Eighteen years, four continents and one constant: participation is only real when those who take part hold the same decision-making power as those who convene. I facilitate summits, train trainers and mentor youth delegations to move from having a say to deciding.
Open Space, Art of Hosting, Deep Democracy and structured dialogue so rooms of 30 to 300 think and decide together.
Non-formal education and experiential learning (Kolb, level II). Curriculum and competence-pathway design for educators and agencies.
Mentoring high-impact youth groups: from idea to a mechanism that actually changes something — advocacy, campaigning, governance.
Gamification, edu-larp and educational board games. I make a hard concept (power, participation, climate) understood by playing it.
The core finding isn't that youth are apathetic: they participate differently (58% in CSOs, 35% in protests, 38% posting opinions online). The problem is the gap between how they participate and who decides — and tokenism: they're invited, but «only to speak on youth issues» (p.28).
Its practical recommendation, the one I bring to every workshop: build an enabling environment, not just «fix» young people — real access to decision-makers, funding for ongoing processes (not just short projects), the local level first, and that those with power also learn to share it.
EU–CoE Compendium →We built the competence framework (CORE / TECHNICAL / INNOV-ACTION on the KSAV model: knowledge, skills, attitudes, values), researched the circular labour market and surveyed 200 young people (18–30). Their biggest barrier wasn't laziness: lack of information (62%).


◆ **Problem requirements**:
Find the word "Adult" in the records and copy every line where it occurs.

————————

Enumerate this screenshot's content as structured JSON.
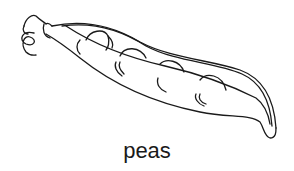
{
  "illustration": {
    "subject": "pea pod",
    "style": "black line art on white",
    "stroke_color": "#1a1a1a",
    "background": "#ffffff",
    "pea_count_visible": 4
  },
  "caption": {
    "text": "peas"
  }
}
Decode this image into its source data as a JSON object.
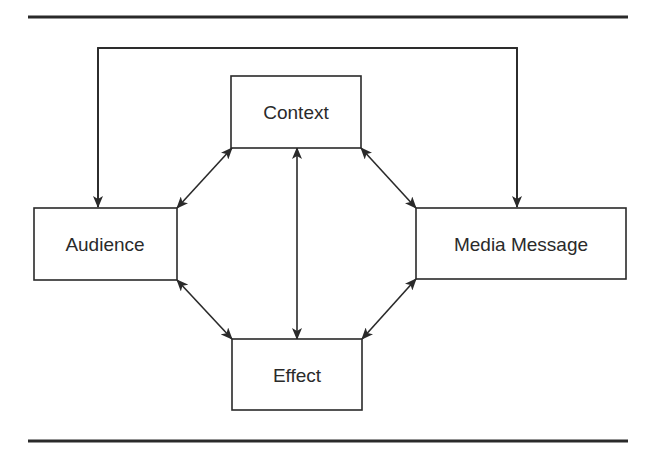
{
  "diagram": {
    "nodes": {
      "context": {
        "label": "Context"
      },
      "audience": {
        "label": "Audience"
      },
      "media_message": {
        "label": "Media Message"
      },
      "effect": {
        "label": "Effect"
      }
    },
    "edges": [
      {
        "from": "audience",
        "to": "context",
        "type": "bidirectional"
      },
      {
        "from": "context",
        "to": "media_message",
        "type": "bidirectional"
      },
      {
        "from": "audience",
        "to": "effect",
        "type": "bidirectional"
      },
      {
        "from": "effect",
        "to": "media_message",
        "type": "bidirectional"
      },
      {
        "from": "context",
        "to": "effect",
        "type": "bidirectional"
      },
      {
        "from": "top-loop",
        "to": "audience",
        "type": "directed"
      },
      {
        "from": "top-loop",
        "to": "media_message",
        "type": "directed"
      }
    ],
    "colors": {
      "line": "#2a2a2a",
      "background": "#ffffff"
    }
  }
}
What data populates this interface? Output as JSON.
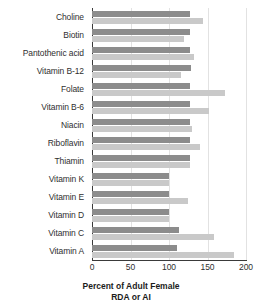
{
  "chart_data": {
    "type": "bar",
    "orientation": "horizontal",
    "title": "",
    "xlabel": "Percent of Adult Female RDA or AI",
    "xlabel_line1": "Percent of Adult Female",
    "xlabel_line2": "RDA or AI",
    "ylabel": "",
    "xlim": [
      0,
      200
    ],
    "xticks": [
      0,
      50,
      100,
      150,
      200
    ],
    "xtick_labels": [
      "0",
      "50",
      "100",
      "150",
      "200"
    ],
    "grid": true,
    "legend": false,
    "categories": [
      "Choline",
      "Biotin",
      "Pantothenic acid",
      "Vitamin B-12",
      "Folate",
      "Vitamin B-6",
      "Niacin",
      "Riboflavin",
      "Thiamin",
      "Vitamin K",
      "Vitamin E",
      "Vitamin D",
      "Vitamin C",
      "Vitamin A"
    ],
    "series": [
      {
        "name": "series-1",
        "color": "#8c8c8c",
        "values": [
          127,
          127,
          127,
          128,
          127,
          127,
          127,
          127,
          127,
          100,
          100,
          100,
          113,
          110
        ]
      },
      {
        "name": "series-2",
        "color": "#c9c9c9",
        "values": [
          144,
          120,
          133,
          116,
          173,
          152,
          130,
          140,
          127,
          100,
          125,
          100,
          159,
          184
        ]
      }
    ]
  },
  "colors": {
    "series_dark": "#8c8c8c",
    "series_light": "#c9c9c9",
    "axis": "#3a3a3a",
    "gridline": "#e2e2e2",
    "text": "#2f2f2f",
    "background": "#ffffff"
  }
}
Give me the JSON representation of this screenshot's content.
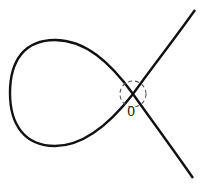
{
  "diagram": {
    "type": "nodal cubic curve (loop with self-intersection)",
    "node_label": "0",
    "colors": {
      "curve": "#111111",
      "circle": "#555555",
      "background": "#ffffff"
    }
  }
}
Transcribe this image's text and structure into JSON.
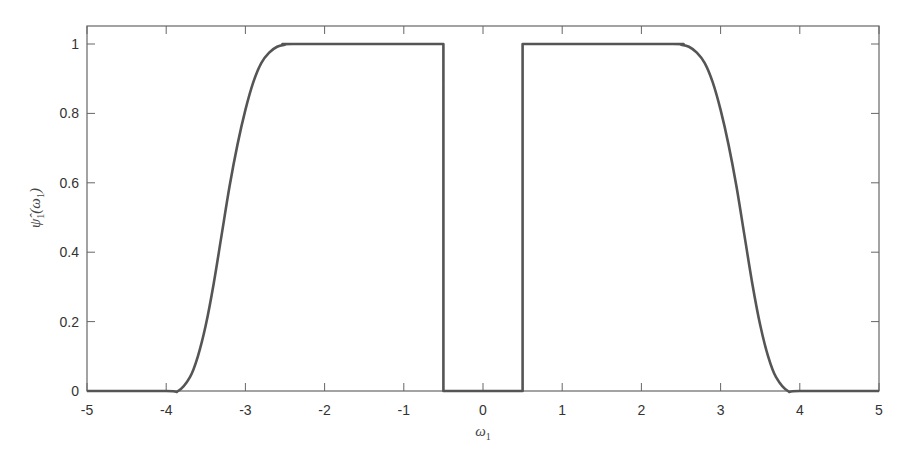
{
  "chart_data": {
    "type": "line",
    "title": "",
    "xlabel": "ω1",
    "ylabel": "ψ̂1(ω1)",
    "xlim": [
      -5,
      5
    ],
    "ylim": [
      0,
      1.05
    ],
    "xticks": [
      -5,
      -4,
      -3,
      -2,
      -1,
      0,
      1,
      2,
      3,
      4,
      5
    ],
    "xtick_labels": [
      "-5",
      "-4",
      "-3",
      "-2",
      "-1",
      "0",
      "1",
      "2",
      "3",
      "4",
      "5"
    ],
    "yticks": [
      0,
      0.2,
      0.4,
      0.6,
      0.8,
      1
    ],
    "ytick_labels": [
      "0",
      "0.2",
      "0.4",
      "0.6",
      "0.8",
      "1"
    ],
    "grid": false,
    "legend": null,
    "series": [
      {
        "name": "psi_hat_1",
        "color": "#555555",
        "x": [
          -5,
          -4,
          -3.85,
          -3.7,
          -3.6,
          -3.5,
          -3.4,
          -3.3,
          -3.2,
          -3.1,
          -3.0,
          -2.9,
          -2.8,
          -2.7,
          -2.6,
          -2.5,
          -2.4,
          -1.0,
          -0.5,
          -0.5,
          0,
          0.5,
          0.5,
          1.0,
          2.4,
          2.5,
          2.6,
          2.7,
          2.8,
          2.9,
          3.0,
          3.1,
          3.2,
          3.3,
          3.4,
          3.5,
          3.6,
          3.7,
          3.85,
          4,
          5
        ],
        "y": [
          0,
          0,
          0,
          0.04,
          0.1,
          0.19,
          0.31,
          0.45,
          0.59,
          0.71,
          0.81,
          0.89,
          0.945,
          0.975,
          0.992,
          0.998,
          1,
          1,
          1,
          0,
          0,
          0,
          1,
          1,
          1,
          0.998,
          0.992,
          0.975,
          0.945,
          0.89,
          0.81,
          0.71,
          0.59,
          0.45,
          0.31,
          0.19,
          0.1,
          0.04,
          0,
          0,
          0
        ]
      }
    ]
  },
  "axes": {
    "color": "#555555",
    "frame_color": "#666666"
  }
}
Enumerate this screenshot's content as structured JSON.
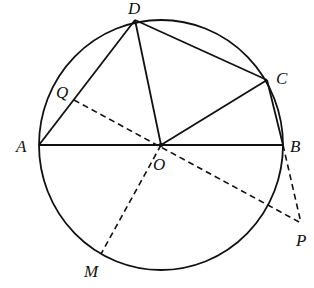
{
  "diagram": {
    "type": "geometry",
    "circle": {
      "center": "O",
      "cx": 161,
      "cy": 145,
      "rx": 122,
      "ry": 125
    },
    "points": {
      "A": {
        "x": 39,
        "y": 145,
        "label": "A",
        "lx": 16,
        "ly": 152
      },
      "B": {
        "x": 283,
        "y": 145,
        "label": "B",
        "lx": 290,
        "ly": 152
      },
      "O": {
        "x": 161,
        "y": 145,
        "label": "O",
        "lx": 153,
        "ly": 170
      },
      "D": {
        "x": 135,
        "y": 20,
        "label": "D",
        "lx": 128,
        "ly": 14
      },
      "C": {
        "x": 267,
        "y": 80,
        "label": "C",
        "lx": 276,
        "ly": 84
      },
      "Q": {
        "x": 74,
        "y": 100,
        "label": "Q",
        "lx": 56,
        "ly": 98
      },
      "P": {
        "x": 301,
        "y": 223,
        "label": "P",
        "lx": 296,
        "ly": 246
      },
      "M": {
        "x": 101,
        "y": 254,
        "label": "M",
        "lx": 84,
        "ly": 277
      }
    },
    "solid_segments": [
      [
        "A",
        "B"
      ],
      [
        "A",
        "D"
      ],
      [
        "D",
        "O"
      ],
      [
        "D",
        "C"
      ],
      [
        "C",
        "O"
      ],
      [
        "C",
        "B"
      ]
    ],
    "dashed_segments": [
      [
        "Q",
        "P"
      ],
      [
        "O",
        "M"
      ],
      [
        "B",
        "P"
      ]
    ],
    "stroke_color": "#111111"
  }
}
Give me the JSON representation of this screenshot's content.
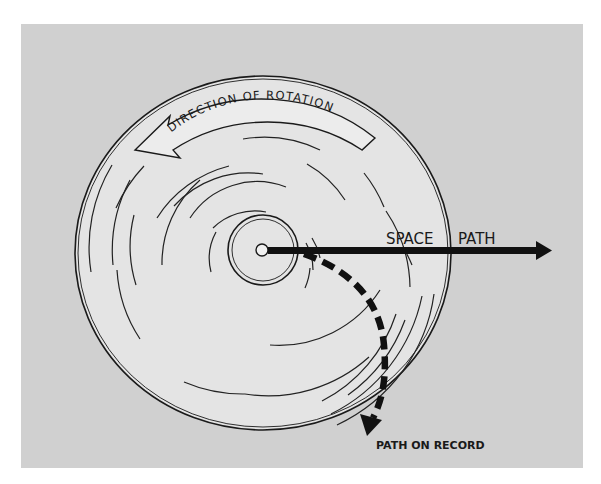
{
  "figure": {
    "labels": {
      "rotation": "DIRECTION OF ROTATION",
      "space_path_word1": "SPACE",
      "space_path_word2": "PATH",
      "path_on_record": "PATH ON RECORD"
    },
    "colors": {
      "background": "#ffffff",
      "panel": "#d0d0d0",
      "disc": "#e4e4e4",
      "ink": "#1a1a1a"
    },
    "elements": [
      "disc",
      "label-ring",
      "center-hole",
      "groove-arcs",
      "rotation-arrow",
      "space-path-arrow",
      "record-path-dashed-arrow"
    ]
  }
}
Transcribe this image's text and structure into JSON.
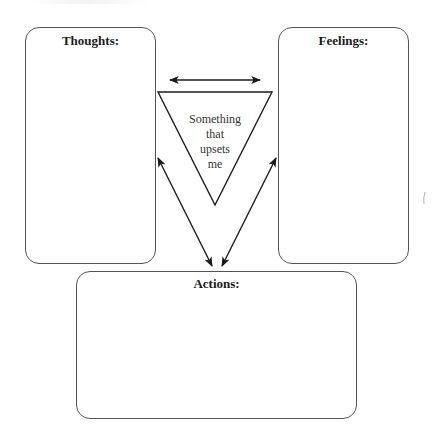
{
  "diagram": {
    "boxes": {
      "thoughts": {
        "title": "Thoughts:"
      },
      "feelings": {
        "title": "Feelings:"
      },
      "actions": {
        "title": "Actions:"
      }
    },
    "center": {
      "lines": [
        "Something",
        "that",
        "upsets",
        "me"
      ]
    },
    "arrows": [
      {
        "from": "thoughts",
        "to": "feelings",
        "type": "double"
      },
      {
        "from": "thoughts",
        "to": "actions",
        "type": "double"
      },
      {
        "from": "feelings",
        "to": "actions",
        "type": "double"
      }
    ],
    "colors": {
      "stroke": "#1a1a1a",
      "box_border": "#555555",
      "background": "#ffffff"
    }
  }
}
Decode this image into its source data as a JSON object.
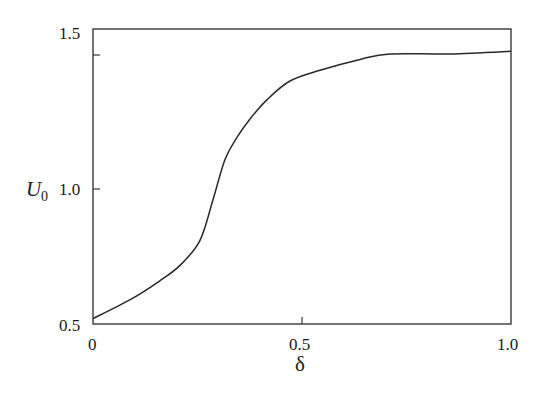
{
  "chart_data": {
    "type": "line",
    "title": "",
    "xlabel": "δ",
    "ylabel": "U",
    "ylabel_subscript": "0",
    "xlim": [
      0,
      1.0
    ],
    "ylim": [
      0.5,
      1.6
    ],
    "grid": false,
    "legend": null,
    "x_ticks": [
      {
        "value": 0,
        "label": "0"
      },
      {
        "value": 0.5,
        "label": "0.5"
      },
      {
        "value": 1.0,
        "label": "1.0"
      }
    ],
    "y_ticks": [
      {
        "value": 0.5,
        "label": "0.5"
      },
      {
        "value": 1.0,
        "label": "1.0"
      },
      {
        "value": 1.5,
        "label": "1.5"
      }
    ],
    "series": [
      {
        "name": "U0",
        "color": "#2a2a2a",
        "x": [
          0,
          0.089,
          0.16,
          0.21,
          0.256,
          0.287,
          0.316,
          0.344,
          0.376,
          0.416,
          0.471,
          0.543,
          0.639,
          0.71,
          0.854,
          1.0
        ],
        "y": [
          0.52,
          0.59,
          0.66,
          0.72,
          0.81,
          0.96,
          1.11,
          1.19,
          1.26,
          1.33,
          1.4,
          1.44,
          1.48,
          1.5,
          1.5,
          1.51
        ]
      }
    ]
  },
  "labels": {
    "x_axis": "δ",
    "y_axis_main": "U",
    "y_axis_sub": "0",
    "x_tick_0": "0",
    "x_tick_05": "0.5",
    "x_tick_10": "1.0",
    "y_tick_05": "0.5",
    "y_tick_10": "1.0",
    "y_tick_15": "1.5"
  },
  "colors": {
    "axis": "#3a3a3a",
    "curve": "#2a2a2a",
    "text": "#1a1a1a"
  }
}
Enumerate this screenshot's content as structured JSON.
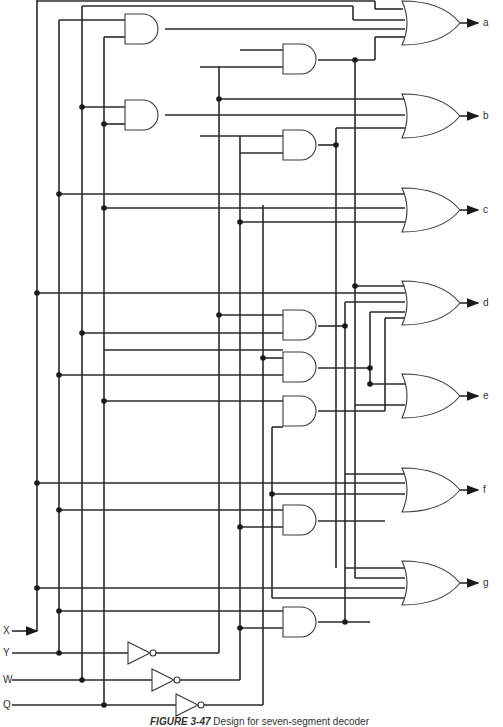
{
  "figure": {
    "caption_label": "FIGURE 3-47",
    "caption_text": "Design for seven-segment decoder"
  },
  "inputs": [
    {
      "name": "X",
      "y": 631
    },
    {
      "name": "Y",
      "y": 653
    },
    {
      "name": "W",
      "y": 680
    },
    {
      "name": "Q",
      "y": 705
    }
  ],
  "outputs": [
    {
      "name": "a",
      "y": 23
    },
    {
      "name": "b",
      "y": 116
    },
    {
      "name": "c",
      "y": 210
    },
    {
      "name": "d",
      "y": 303
    },
    {
      "name": "e",
      "y": 396
    },
    {
      "name": "f",
      "y": 490
    },
    {
      "name": "g",
      "y": 583
    }
  ],
  "buses": [
    {
      "name": "X",
      "x": 37
    },
    {
      "name": "Y",
      "x": 59
    },
    {
      "name": "W",
      "x": 82
    },
    {
      "name": "Q",
      "x": 104
    },
    {
      "name": "Y-bar",
      "x": 219
    },
    {
      "name": "W-bar",
      "x": 240
    },
    {
      "name": "Q-bar",
      "x": 263
    }
  ],
  "gate_counts": {
    "or": 7,
    "and": 10,
    "not": 3
  },
  "colors": {
    "line": "#2a2a2a",
    "background": "#ffffff"
  }
}
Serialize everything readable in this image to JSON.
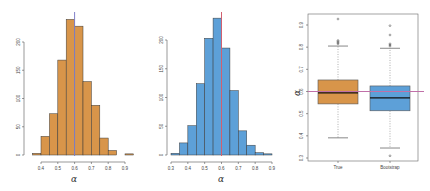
{
  "chart_data": [
    {
      "type": "bar",
      "subtype": "histogram",
      "title": "",
      "xlabel": "α",
      "ylabel": "",
      "bin_width": 0.05,
      "bins": [
        0.35,
        0.4,
        0.45,
        0.5,
        0.55,
        0.6,
        0.65,
        0.7,
        0.75,
        0.8,
        0.85,
        0.9
      ],
      "values": [
        3,
        33,
        73,
        168,
        240,
        228,
        130,
        88,
        30,
        8,
        0,
        2
      ],
      "xticks": [
        "0.4",
        "0.5",
        "0.6",
        "0.7",
        "0.8",
        "0.9"
      ],
      "yticks": [
        "0",
        "50",
        "100",
        "150",
        "200"
      ],
      "xlim": [
        0.35,
        0.95
      ],
      "ylim": [
        0,
        240
      ],
      "fill_color": "#D8954A",
      "reference_line": {
        "orientation": "vertical",
        "value": 0.6,
        "color": "#8080C8"
      }
    },
    {
      "type": "bar",
      "subtype": "histogram",
      "title": "",
      "xlabel": "α",
      "ylabel": "",
      "bin_width": 0.05,
      "bins": [
        0.3,
        0.35,
        0.4,
        0.45,
        0.5,
        0.55,
        0.6,
        0.65,
        0.7,
        0.75,
        0.8,
        0.85
      ],
      "values": [
        3,
        21,
        51,
        124,
        203,
        238,
        186,
        112,
        42,
        17,
        4,
        2
      ],
      "xticks": [
        "0.3",
        "0.4",
        "0.5",
        "0.6",
        "0.7",
        "0.8",
        "0.9"
      ],
      "yticks": [
        "0",
        "50",
        "100",
        "150",
        "200"
      ],
      "xlim": [
        0.3,
        0.9
      ],
      "ylim": [
        0,
        240
      ],
      "fill_color": "#5DA0D8",
      "reference_line": {
        "orientation": "vertical",
        "value": 0.6,
        "color": "#D06070"
      }
    },
    {
      "type": "boxplot",
      "title": "",
      "xlabel": "",
      "ylabel": "α",
      "categories": [
        "True",
        "Bootstrap"
      ],
      "series": [
        {
          "name": "True",
          "color": "#D8954A",
          "whisker_low": 0.391,
          "q1": 0.544,
          "median": 0.594,
          "q3": 0.652,
          "whisker_high": 0.805,
          "outliers": [
            0.815,
            0.82,
            0.825,
            0.83,
            0.927
          ]
        },
        {
          "name": "Bootstrap",
          "color": "#5DA0D8",
          "whisker_low": 0.345,
          "q1": 0.513,
          "median": 0.571,
          "q3": 0.625,
          "whisker_high": 0.795,
          "outliers": [
            0.31,
            0.805,
            0.81,
            0.815,
            0.855,
            0.897
          ]
        }
      ],
      "yticks": [
        "0.3",
        "0.4",
        "0.5",
        "0.6",
        "0.7",
        "0.8",
        "0.9"
      ],
      "ylim": [
        0.28,
        0.95
      ],
      "grid": false,
      "reference_line": {
        "orientation": "horizontal",
        "value": 0.6,
        "color": "#C070A8"
      }
    }
  ]
}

————————

◆ **Task result**:
    "xlabel": "Percent of Adult Female RDA or AI",
    "xlabel_line1": "Percent of Adult Female",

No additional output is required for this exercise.